The later tests can use [a-z] and \d then.

However, passwords should not appear on the screen when typing, so
screen font does not matter; and if they have to be communicated in
writing that can be done in a sensible font.

Since L can, he says, be confused, presumably case does not matter; in
that case, the restriction to 31 of 36 alphanumerics reduces security by
about 60%.

The minus between j & k seems unnecessary.
 
R

rh

Lasse Reichstein Nielsen said:
Lasse Reichstein Nielsen said:
/^(?=.*[2-9])(?=.*[a-hj-kmnp-z]).{6,}/i

Doh. That doesn't prevent the remaining characters from being o, i, l,
1, or 0. For that, do:
/^(?=.*[2-9])(?=.*[a-hj-kmnp-z])[^oil01]{6,}/i

However, that also allows characters like |, !, ó, ò, ô, etc. These might
also be confuzed with each other. If you just want digits and characters,
change [^oil01] to [2-9a-hjkmnp-z].

/L

Seems you intended to add a $ anchor to really ensure no extraneous
characters at the end of the string:

/^(?=.*[2-9])(?=.*[a-hj-kmnp-z])[2-9a-hj-kmnp-z]{6,}$/i


However, while Opera 7.11 appears to handle this correctly, Netscape
7.1 (as well as IE) has problems with lookahead. So for something that
should be equivalent and stand a chance of working generally:

/[a-z]\d|\d[a-z]/i.test(pwStr)
&& /^[2-9a-hj-kmnp-z]{6,}$/i.test(pwStr)
 
R

rh

Dr John Stockton said:
JRS: In article <[email protected]>, seen in
Lasse Reichstein Nielsen <[email protected]>
posted at Thu, 16 Oct 2003 13:46:37 :-
The minus between j & k seems unnecessary.

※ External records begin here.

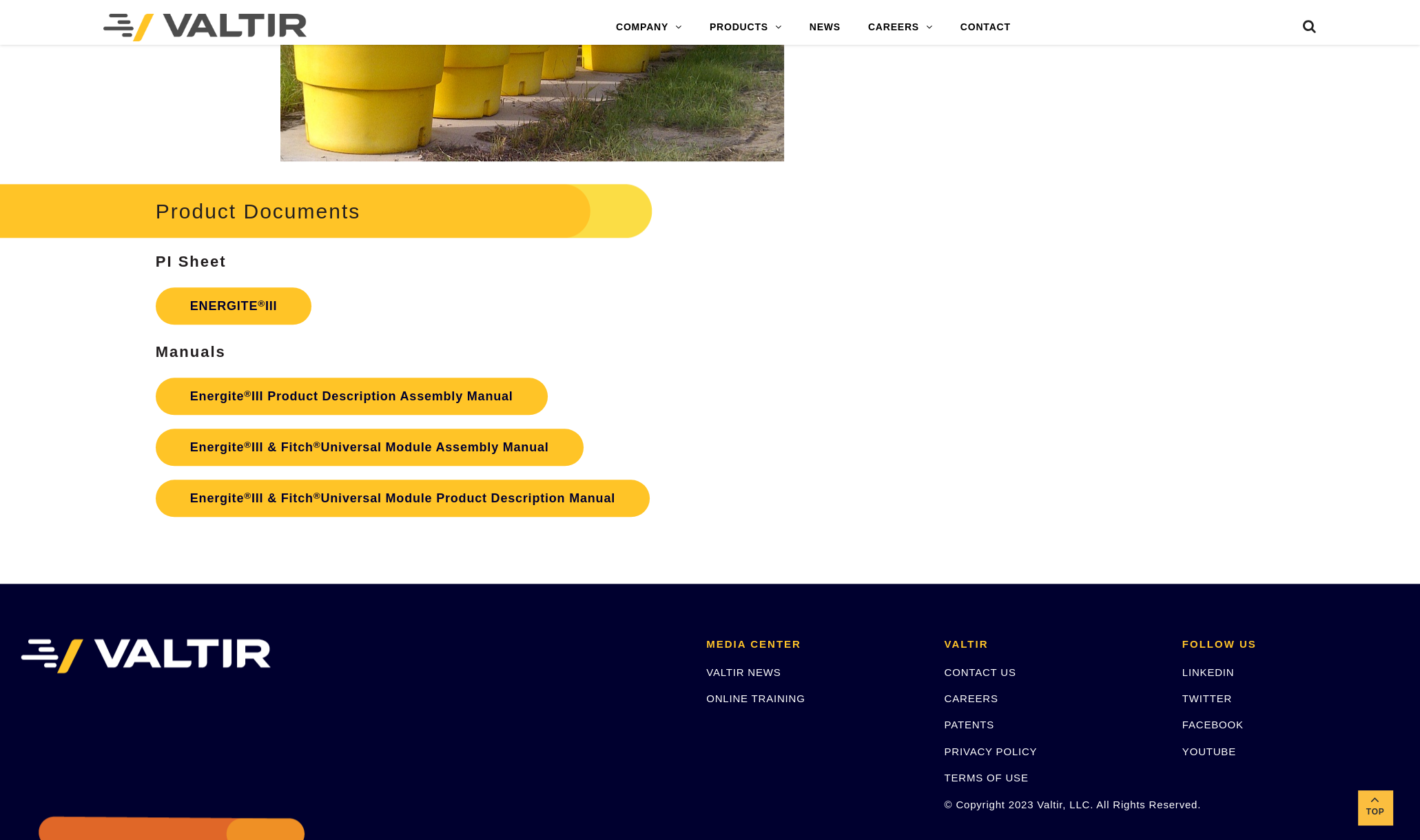  Describe the element at coordinates (825, 28) in the screenshot. I see `a: NEWS` at that location.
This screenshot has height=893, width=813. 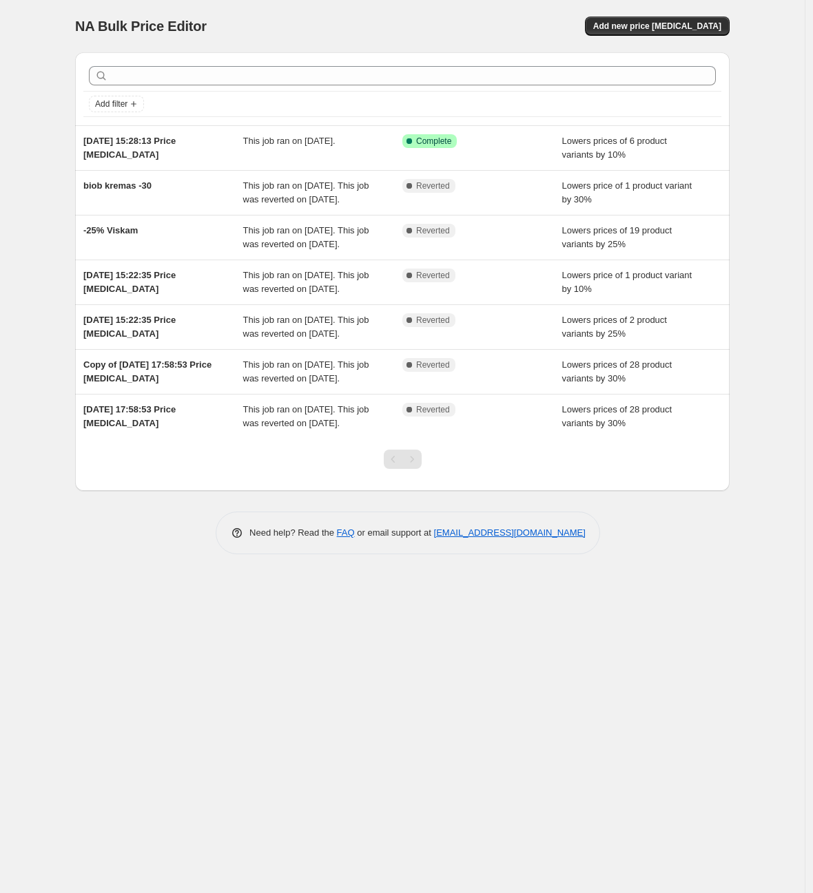 What do you see at coordinates (346, 532) in the screenshot?
I see `a: FAQ` at bounding box center [346, 532].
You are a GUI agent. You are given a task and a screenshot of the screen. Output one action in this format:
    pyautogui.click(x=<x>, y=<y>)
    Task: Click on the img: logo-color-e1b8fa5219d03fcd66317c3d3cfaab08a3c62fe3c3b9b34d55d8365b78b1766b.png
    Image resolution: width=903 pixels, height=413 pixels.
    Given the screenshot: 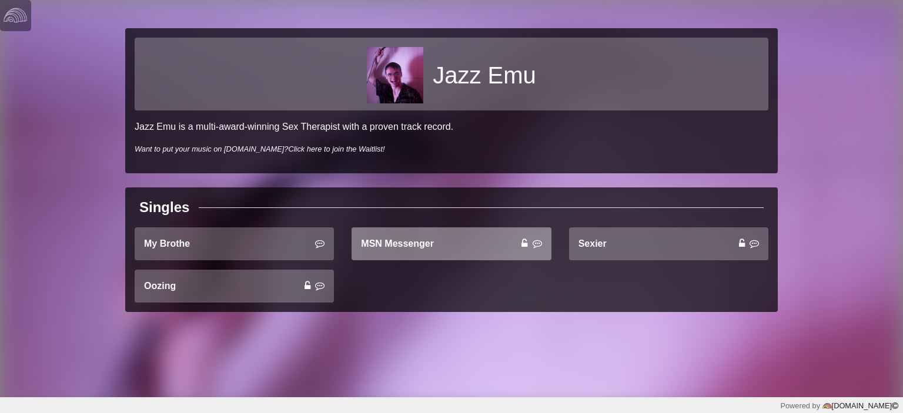 What is the action you would take?
    pyautogui.click(x=827, y=406)
    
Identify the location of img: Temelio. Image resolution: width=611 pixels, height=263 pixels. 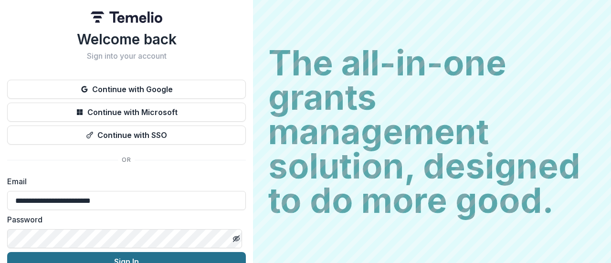
(126, 17).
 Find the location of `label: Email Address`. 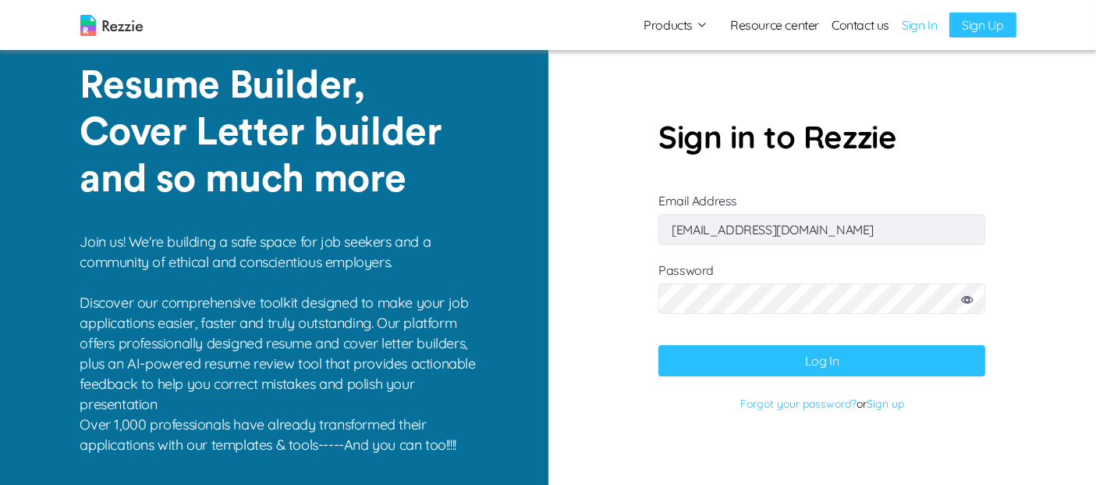

label: Email Address is located at coordinates (822, 215).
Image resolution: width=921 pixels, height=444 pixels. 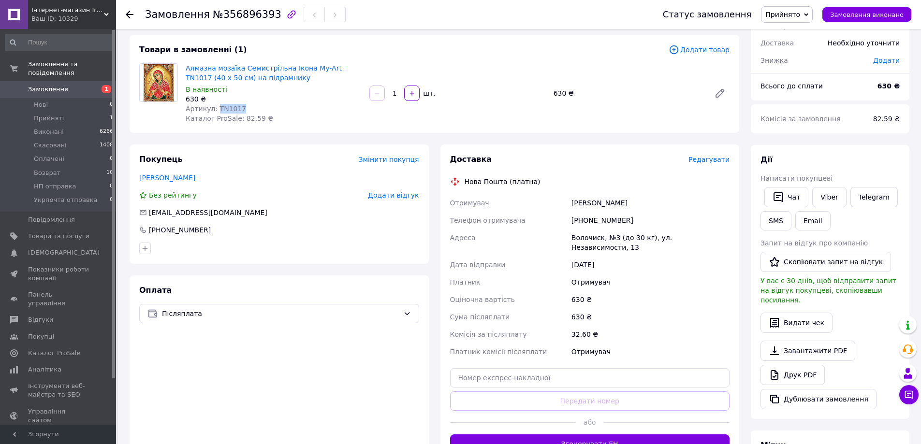 What do you see at coordinates (590, 423) in the screenshot?
I see `span: або` at bounding box center [590, 423].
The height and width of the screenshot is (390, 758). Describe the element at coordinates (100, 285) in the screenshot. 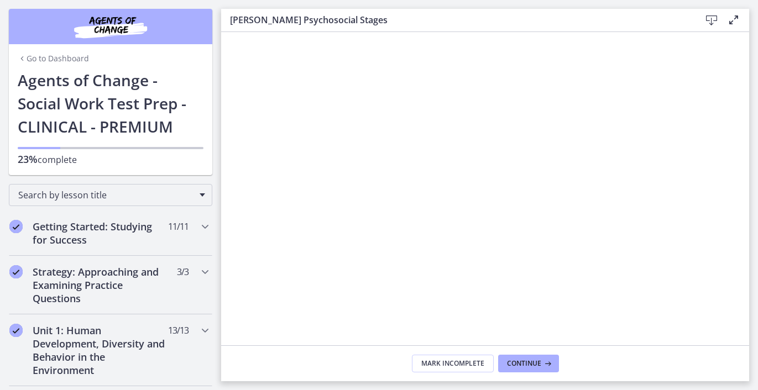

I see `h2: Strategy: Approaching and Examining Practice Questions` at that location.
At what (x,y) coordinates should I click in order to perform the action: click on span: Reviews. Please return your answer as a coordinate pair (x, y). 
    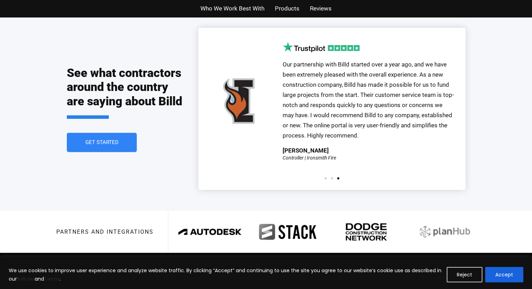
    Looking at the image, I should click on (321, 8).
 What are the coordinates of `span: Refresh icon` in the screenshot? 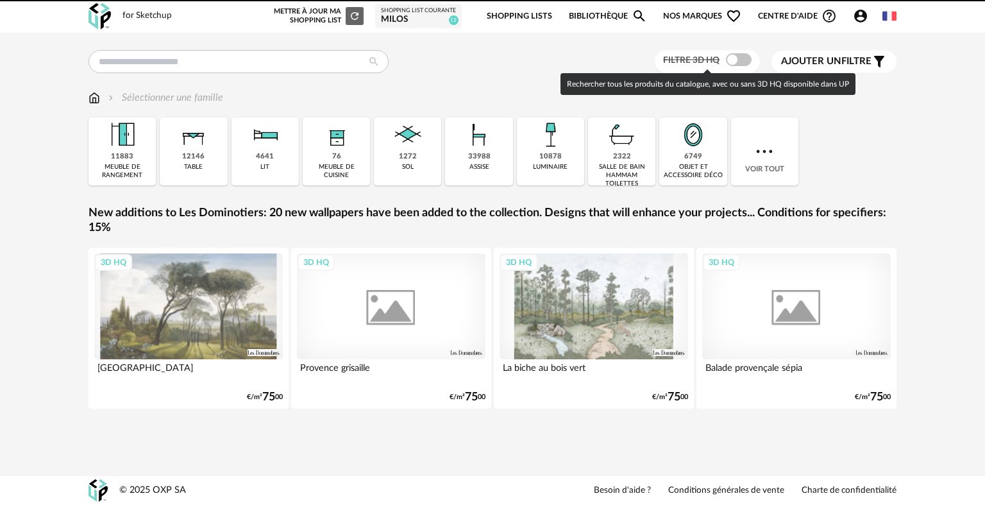 It's located at (355, 15).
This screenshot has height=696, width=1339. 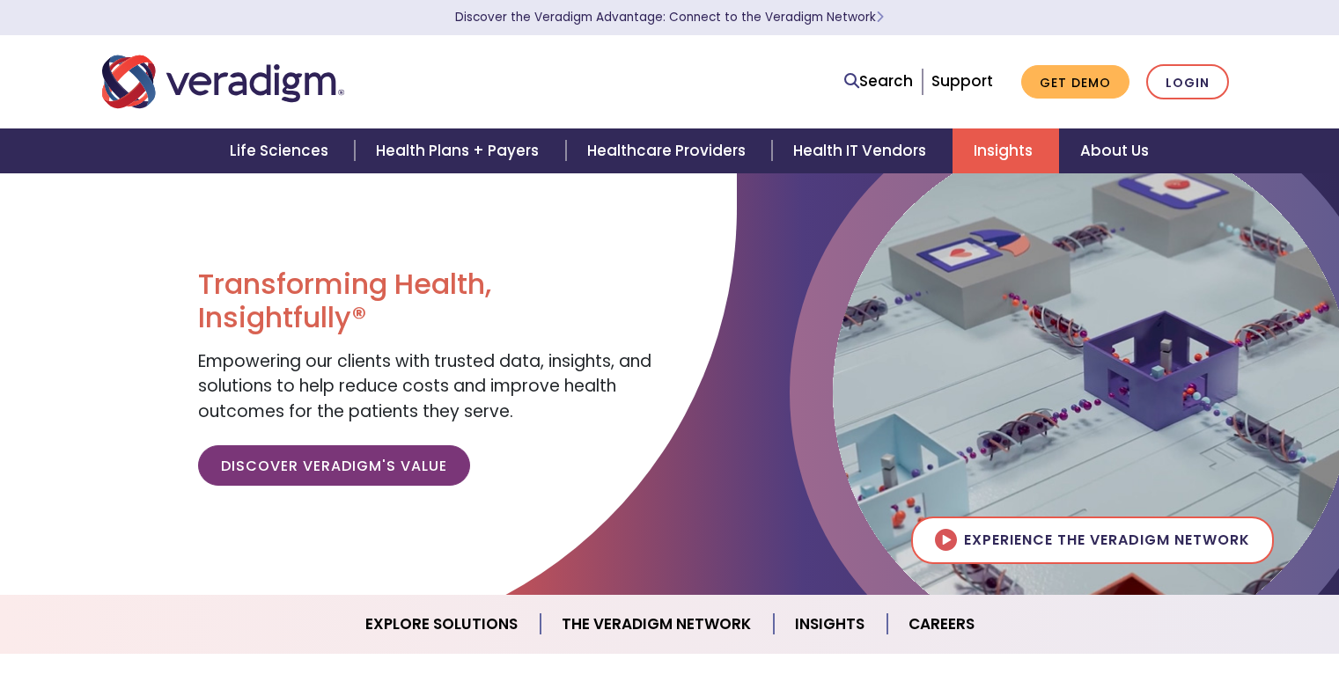 I want to click on a: Health Plans + Payers, so click(x=460, y=151).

Right, it is. Probably a typo in placing the dash -- [a-h-jkmnp-z] was
the sequence intended, I believe, to eliminate i/I as per the OP.

And then again on this one perhaps it would have been better to say
"Right it is.", or better yet nothing at all :).
 
R

rh

Lasse Reichstein Nielsen said:
In just one regex expression I want to check a password that must meet
following requirements:


/^(?=.*[2-9])(?=.*[a-hj-kmnp-z]).{6,}/i
^^^^^^^^^^^ look-ahead contains at least one of 2-9
^^^^^^^^^^^^^^^^^^^ look-ahead contains a letter, not i,l,o
^^^^^ at least six characters

It seems to me that IE has a problem with positive lookahead:
/^(?=.+4)123/.test("1234")
This test should give true. In IE it gives false. However,
/^(?=.+4)123/.test("12345")
does give true. Changing + to * just makes it worse.

Lookahead in a RegExp is supposed to be a zero-width assertion. In
addition to the above problems, IE 6 "eats characters" in the
lookahead. Netscape 6.1 and Mozilla 5/1.2b, by some coincidence, do
the same.

Opera 7.11 gets it right (and appears to match Perl behaviour) in a
limited number of tests performed.

So it seems that lookahead in a js RegExp is something that should be
strictly avoided, unless one is authoring for a very specific js
environment that can properly support it.